→ AIM OF THE TASK: I'd like the full listing transcribed exactly, with no images included.
*** Opening of PROVIDED RECORDS ***
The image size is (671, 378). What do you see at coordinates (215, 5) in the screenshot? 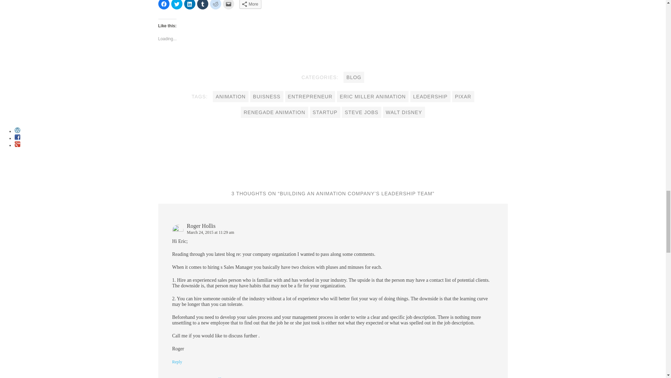
I see `Click to share on Reddit` at bounding box center [215, 5].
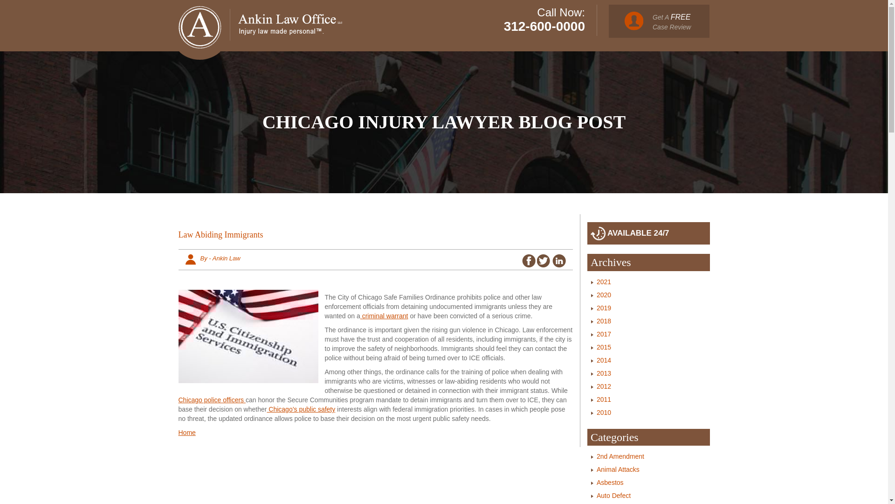  What do you see at coordinates (375, 237) in the screenshot?
I see `2020` at bounding box center [375, 237].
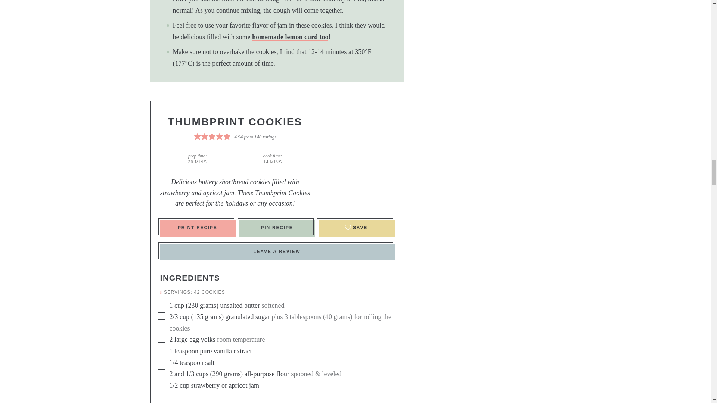 The image size is (717, 403). I want to click on homemade lemon curd too, so click(290, 37).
*** Close of PROVIDED RECORDS ***
→ RESULT OF THE EXERCISE:
The image size is (671, 378). What do you see at coordinates (215, 5) in the screenshot? 
I see `Click to share on Reddit` at bounding box center [215, 5].
  What do you see at coordinates (375, 237) in the screenshot?
I see `2020` at bounding box center [375, 237].
 The image size is (717, 403). I want to click on homemade lemon curd too, so click(290, 37).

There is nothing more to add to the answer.